For the past two years, associate professor of biology and curator of T.M. Sperry Herbarium Neil Snow has been working with his students on a project that spans the country and can be helpful around the globe.
“We Dig Bio” is an event that took place Oct. 18 and 19 in which 20 Pitt State students undertook the task of collectively databasing and mobilizing approximately 1,107 dried plant species. This research was grant funded by the National Science Foundation (NSF).
“Each specimen represents a record of a plant having grown in a particular place in a particular time,” Snow said. “With each specimen there’s typically data collected—things like where, when, what habitat, what time of year, etc. The reason it’s important is until we have a lot of collections or observation, we don’t know what their emergent properties are—any bit of information that to really understand you have to have multiple observations of.”
In addition to the two-evening event, Snow has five students whose work in databasing continues to be funded by the NSF grant.
“The other thing that’s important about these types of specimens is most we know about plants worldwide comes off these labels,” Snow said. “There are a few plants that are really well studied. Those are crop plants like corn and wheat. Some aren’t well studied; believe it or not, coffee is not, at least genetically. Most of what we know about where plants occur comes off these herbaria specimens. The goal of the National Science Foundation is to mobilize these data so they’re available for anyone to look at and use. Until that specimen is databased that information isn’t available to anyone.”
Although the project is stationed at Pittsburg State, it reaches students and faculty across the country. As of now, approximately 15,500 species out of 70,000 have been databased.
“The We Dig Bio is part of a larger thing called ‘I Dig Bio’—Integrated Digitized Biocollections,” Snow said. “That is a much larger project funded by the NSF University of Florida State University and the Florida museum. Those institutions coordinate all this digitization. As part of that, they provide outreach to smaller institutions like ours. The larger institutions typically have full time collection managers that curate the specimens. We don’t have collections managers. We have faculty like me that try to teach and also curate the specimens the best we can. They provide all sorts of research and outreach to help people like myself get these specimens databased, get them digitally imaged, and put all that information online.”
Snow said that, even personally as a researcher, he often benefits from the same type of digitization efforts that his students put forth. Having the ability to look up different specimens around the world from his computer makes his research better and easier to check past work or confirm what other colleagues in the field have done.
Beyond the usefulness of the information, working on databasing through the ‘We Dig Bio’ project is a fun opportunity for students.
“Dr. Snow told the Wildlife & Fisheries Society, a club I’m very involved in, about it and so we had a sign up for it at one of our meetings,” Maggie Murray, sophomore in biology, said. “I had a lot of fun! A lot of my friends also signed up and the energy was just really welcoming—Dr. Snow brought us pizza and we were listening to music and it was cool to learn about some of the plants that grow in our area in a non-classroom setting, even though we were databasing everything in a classroom.”
Snow appreciates the opportunity for his students to have fun while also learning about new elements of biology and data collection.
“I can tell you that the students really enjoy it,” he said. “They seem to thrive on these opportunities. It gives them real world experience. There are full-tims positions in some places—doing this kind of work in collections management. They also learn about the importance of the specimens doing this work. By participating in this, I think students gain an appreciation for the science that underlies this as well as the careful systematic accounting for all of this data and the benefits of mobilizing the data online so it’s available for any researcher or person to use.”
The NSF grant funding the databasing is active until 2020, and Snow is excited to see the impact that his students can continue to make.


THE TASK
Write the listing out again word for word, skipping each picture.
--- SOURCE INFORMATION Enclosed Below ---
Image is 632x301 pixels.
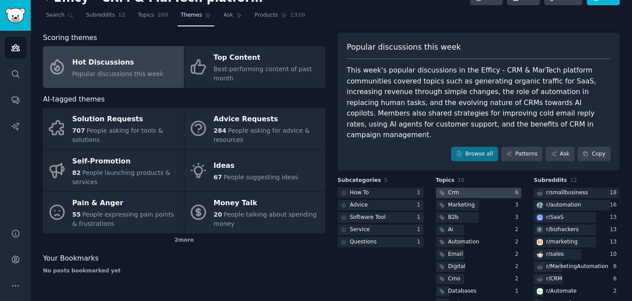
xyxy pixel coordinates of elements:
[546,275,562,283] div: r/ CRM
[436,200,522,211] a: Marketing3
[72,211,81,218] span: 55
[337,224,423,235] a: Service1
[448,250,463,258] div: Email
[337,236,423,247] a: Questions1
[533,200,619,211] a: automationr/automation16
[537,239,543,245] img: marketing
[501,147,542,161] a: Patterns
[43,253,99,264] span: Your Bookmarks
[546,250,563,258] div: r/ sales
[546,189,587,197] div: r/ smallbusiness
[448,213,458,221] div: B2b
[515,201,522,209] div: 3
[214,127,310,143] span: People asking for advice & resources
[613,287,619,295] div: 2
[214,196,321,210] div: Money Talk
[609,250,619,258] div: 10
[609,213,619,221] div: 13
[214,211,317,227] span: People talking about spending money
[609,238,619,246] div: 13
[72,196,179,210] div: Pain & Anger
[436,286,522,297] a: Databases1
[290,11,305,19] span: 1320
[118,11,125,19] span: 12
[609,189,619,197] div: 18
[214,65,312,82] span: Best-performing content of past month
[609,225,619,233] div: 13
[537,288,543,294] img: Automate
[337,176,381,184] span: Subcategories
[417,225,423,233] div: 1
[157,11,168,19] span: 200
[515,238,522,246] div: 2
[337,200,423,211] a: Advice1
[436,249,522,260] a: Email2
[184,150,325,191] a: Ideas67People suggesting ideas
[214,159,298,173] div: Ideas
[533,212,619,223] a: SaaSr/SaaS13
[72,211,174,227] span: People expressing pain points & frustrations
[448,262,465,270] div: Digital
[613,275,619,283] div: 6
[72,127,85,134] span: 707
[43,32,97,43] span: Scoring themes
[515,287,522,295] div: 1
[337,187,423,198] a: How To1
[448,201,475,209] div: Marketing
[448,225,453,233] div: Ai
[448,287,476,295] div: Databases
[436,261,522,272] a: Digital2
[533,187,619,198] a: r/smallbusiness18
[436,212,522,223] a: B2b3
[515,189,522,197] div: 6
[138,11,154,19] span: Topics
[350,213,386,221] div: Software Tool
[135,8,172,26] a: Topics200
[577,147,610,161] button: Copy
[72,55,164,69] div: Hot Discussions
[546,201,581,209] div: r/ automation
[515,213,522,221] div: 3
[533,261,619,272] a: r/MarketingAutomation6
[46,11,64,19] span: Search
[223,11,233,19] span: Ask
[546,238,577,246] div: r/ marketing
[43,46,184,88] a: Hot DiscussionsPopular discussions this week
[214,211,222,218] span: 20
[515,225,522,233] div: 2
[72,169,170,185] span: People launching products & services
[43,233,325,247] div: 2 more
[436,224,522,235] a: Ai2
[537,251,543,257] img: sales
[72,154,179,168] div: Self-Promotion
[43,150,184,191] a: Self-Promotion82People launching products & services
[417,189,423,197] div: 1
[72,127,163,143] span: People asking for tools & solutions
[43,107,184,149] a: Solution Requests707People asking for tools & solutions
[347,42,461,53] span: Popular discussions this week
[546,225,578,233] div: r/ bizhackers
[43,94,105,105] span: AI-tagged themes
[545,147,574,161] a: Ask
[570,177,577,183] span: 12
[533,224,619,235] a: bizhackersr/bizhackers13
[417,201,423,209] div: 1
[214,112,321,126] div: Advice Requests
[220,8,245,26] a: Ask
[254,11,278,19] span: Products
[337,212,423,223] a: Software Tool1
[384,177,387,183] span: 5
[533,273,619,284] a: r/CRM6
[178,8,215,26] a: Themes
[515,262,522,270] div: 2
[436,176,454,184] span: Topics
[546,213,563,221] div: r/ SaaS
[448,189,459,197] div: Crm
[515,250,522,258] div: 2
[43,267,325,275] div: No posts bookmarked yet
[350,189,369,197] div: How To
[533,236,619,247] a: marketingr/marketing13
[214,51,321,65] div: Top Content
[184,46,325,88] a: Top ContentBest-performing content of past month
[350,201,368,209] div: Advice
--- End of Enclosed SOURCE INFORMATION ---
ANSWER SECTION
Image is 632x301 pixels.
xyxy pixel coordinates of elements:
[546,275,562,283] div: r/ CRM
[436,200,522,211] a: Marketing3
[72,211,81,218] span: 55
[337,224,423,235] a: Service1
[448,250,463,258] div: Email
[337,236,423,247] a: Questions1
[533,200,619,211] a: automationr/automation16
[537,239,543,245] img: marketing
[501,147,542,161] a: Patterns
[43,253,99,264] span: Your Bookmarks
[546,250,563,258] div: r/ sales
[546,189,587,197] div: r/ smallbusiness
[448,213,458,221] div: B2b
[515,201,522,209] div: 3
[214,127,310,143] span: People asking for advice & resources
[613,287,619,295] div: 2
[214,196,321,210] div: Money Talk
[609,250,619,258] div: 10
[609,213,619,221] div: 13
[214,211,317,227] span: People talking about spending money
[609,238,619,246] div: 13
[72,196,179,210] div: Pain & Anger
[436,286,522,297] a: Databases1
[290,11,305,19] span: 1320
[118,11,125,19] span: 12
[609,189,619,197] div: 18
[214,65,312,82] span: Best-performing content of past month
[609,225,619,233] div: 13
[537,288,543,294] img: Automate
[337,176,381,184] span: Subcategories
[417,225,423,233] div: 1
[157,11,168,19] span: 200
[515,238,522,246] div: 2
[337,200,423,211] a: Advice1
[436,249,522,260] a: Email2
[184,150,325,191] a: Ideas67People suggesting ideas
[214,159,298,173] div: Ideas
[533,212,619,223] a: SaaSr/SaaS13
[72,211,174,227] span: People expressing pain points & frustrations
[448,262,465,270] div: Digital
[613,275,619,283] div: 6
[72,127,85,134] span: 707
[43,32,97,43] span: Scoring themes
[515,287,522,295] div: 1
[337,187,423,198] a: How To1
[448,201,475,209] div: Marketing
[448,225,453,233] div: Ai
[448,287,476,295] div: Databases
[436,261,522,272] a: Digital2
[533,187,619,198] a: r/smallbusiness18
[436,212,522,223] a: B2b3
[515,189,522,197] div: 6
[138,11,154,19] span: Topics
[350,213,386,221] div: Software Tool
[135,8,172,26] a: Topics200
[577,147,610,161] button: Copy
[72,55,164,69] div: Hot Discussions
[546,201,581,209] div: r/ automation
[515,213,522,221] div: 3
[533,261,619,272] a: r/MarketingAutomation6
[46,11,64,19] span: Search
[223,11,233,19] span: Ask
[546,238,577,246] div: r/ marketing
[43,46,184,88] a: Hot DiscussionsPopular discussions this week
[214,211,222,218] span: 20
[515,225,522,233] div: 2
[72,169,170,185] span: People launching products & services
[43,233,325,247] div: 2 more
[436,224,522,235] a: Ai2
[537,251,543,257] img: sales
[72,154,179,168] div: Self-Promotion
[43,150,184,191] a: Self-Promotion82People launching products & services
[417,189,423,197] div: 1
[72,127,163,143] span: People asking for tools & solutions
[43,107,184,149] a: Solution Requests707People asking for tools & solutions
[347,42,461,53] span: Popular discussions this week
[546,225,578,233] div: r/ bizhackers
[43,94,105,105] span: AI-tagged themes
[545,147,574,161] a: Ask
[570,177,577,183] span: 12
[533,224,619,235] a: bizhackersr/bizhackers13
[417,201,423,209] div: 1
[214,112,321,126] div: Advice Requests
[220,8,245,26] a: Ask
[254,11,278,19] span: Products
[337,212,423,223] a: Software Tool1
[384,177,387,183] span: 5
[533,273,619,284] a: r/CRM6
[178,8,215,26] a: Themes
[515,262,522,270] div: 2
[436,176,454,184] span: Topics
[546,213,563,221] div: r/ SaaS
[448,189,459,197] div: Crm
[515,250,522,258] div: 2
[43,267,325,275] div: No posts bookmarked yet
[350,189,369,197] div: How To
[533,236,619,247] a: marketingr/marketing13
[214,51,321,65] div: Top Content
[184,46,325,88] a: Top ContentBest-performing content of past month
[350,201,368,209] div: Advice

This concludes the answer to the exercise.